“I feel like Moana,” Maaria Henry laughs. “I’m in love with the ocean.”
The 25 year-old fisheries protection officer was born and raised on Kiribati’s main island, Tarawa. Now, she’s part of a newly-established Fisheries Enforcement Unit within the country’s Ministry of Fisheries & Marine Resource Development, helping to protect domestic fish stocks by ending unsustainable fishing practices and promoting more responsible stewardship among her fellow i-Kiribati.

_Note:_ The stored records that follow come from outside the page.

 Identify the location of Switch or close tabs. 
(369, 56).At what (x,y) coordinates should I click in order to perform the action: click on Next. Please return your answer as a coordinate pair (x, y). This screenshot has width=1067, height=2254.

Through the Pacific Islands Regional Oceanscape Program (PROP), the World Bank supports Maaria’s community-level enforcement work. It’s part of a broader effort by the government of Kiribati to safeguard its territorial seas and its Exclusive Economic Zone (EEZ), the largest in the world. PROP is also helping to improve training and support for on-board fisheries observers, building monitoring control and surveillance facilities, along with a laboratory for coastal research to ensure that Kiribati’s ocean bounty remains safe, sustainable and secured for generations to come.
The program is also working at the community level to help communities diversify their ocean incomes, and branch into new ventures like sport fishing and the aquarium trade.
Maaria joined the Fisheries Enforcement Unit after she graduated from the University of the South Pacific with a Bachelor’s Degree in Marine Biology. She says that it has been an adventure ever since.
“To be honest, I was very very happy, but I was scared at the same time. Our unit is a new initiative, a newly established unit. I’m very proud to be one of the team, to be a pioneer in this unit.
“I really enjoy the job, because it’s all about sustaining and conserving our resources.
“Here in Tarawa, enforcement activities are very new. It’s a newly created job. But now we are doing a lot of training, so that we are capable of carrying out our enforcement activities confidently and professionally.”
For a young woman relatively fresh out of university, telling veteran fishermen they had to change their ways has not been easy.
“When we first started, it was very challenging work. We found a lot of problems with vendors. Most of them were very aggressive. But that was at the beginning. I think because they were new to it. They found it very difficult, because it’s affecting them in terms of their income,” explains Maaria.
“We engaged more with them, provided more awareness. Our job is important, and they must respect it. So now, when we do our inspections, they’re not against it. Sometimes when we see that they’ve breached some offences, they would say, ‘Oh sorry, we’ll try and catch bigger fish than that.”
The team has worked methodically to improve their work, and to find new ways to win the attention and respect of local vendors. “When we go back to our office, we do a lot of debriefs, and then we find solutions to it,” Maaria explains. “One is to find different approaches. When we communicate well with them, we talk with them, we explain why laws are being established, I think they understand more.”
She sees ocean conservation as an issue that’s bigger than any of them. The law doesn’t exist just for the department, she says, it’s there for the nation. “We have to comply to it to sustain our resources for our next generation—our grandkids and our grand grandkids will feel the benefits of our resources.”